(lundin-energy.com) Swedish prosecutors on Thursday brought charges against the chairman and former CEO of Lundin Energy for complicity in war crimes carried out by the Sudanese army and allied militia in southern Sudan from 1999 to 2003.
Prosecutors said the company had asked the Sudanese government to secure a potential oilfield, knowing this would mean seizing the area by force. This made the executives complicit in war crimes that were then carried out by the Sudanese army and allied militia against civilians.
“What constitutes complicity in a criminal sense is that they made these demands despite understanding or, in any case being indifferent to, the military and the militia carrying out the war in a way that was forbidden according to international humanitarian law,” the prosecutors’ authority said in a statement.

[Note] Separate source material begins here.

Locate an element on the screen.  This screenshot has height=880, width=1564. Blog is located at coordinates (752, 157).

Sweden launched an investigation in 2010 following a report on Lundin’s presence in Sudan by the Dutch non-governmental organization PAX, which has called for an investigation of the company’s role in human rights abuses there.

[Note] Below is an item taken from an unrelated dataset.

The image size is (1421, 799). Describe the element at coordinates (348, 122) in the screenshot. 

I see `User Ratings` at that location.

“This is a great victory for justice and a historic achievement… This is the first time since Nuremberg that a listed company will have accounted in court for war crimes,” Egbert Wesselink, a spokesperson for PAX, said in an email following the indictment.
“Many corporations look at human rights as a source of risk that must be managed, instead of a norm that must be upheld,” he added.
Sweden-based Lundin Energy said in a statement that it rejected any grounds for allegations of wrongdoing. It identified the indicted executives as Chairman Ian Lundin and former CEO Alex Schneiter, now a board member. The company, known as Lundin Oil until 2001, sold its Sudan business in 2003.
Ian Lundin’s lawyer Torgny Wetterberg said on Thursday his client was innocent: “The prosecutor will never be able to reach convictions. The prosecution is deficient on every point.”
Schneiter’s lawyer was not immediately available for comment.
The prosecutors also filed a claim to confiscate 1.39 billion crowns ($161.7 million) from Lundin Energy, corresponding to the profit the company made from the sale of the Sudan business in 2003. The company said it would contest this claim.
The company, whose shares closed down almost 5% on Thursday, also said Ian Lundin would not stand for re-election as chairman at its next annual general meeting.
The charges stem from an investigation that began in 2010. The company had said in 2016 that prosecutors would question Lundin and Schneiter.
Sudan waged war for decades in South Sudan, which became an independent state in 2011, and in other restive parts of the country. Sudan’s former president Omar al-Bashir, who ruled from 1989 until he was toppled in 2019 after street protests, is wanted by the International Criminal Court in the Hague for genocide and other war crimes, which he denies.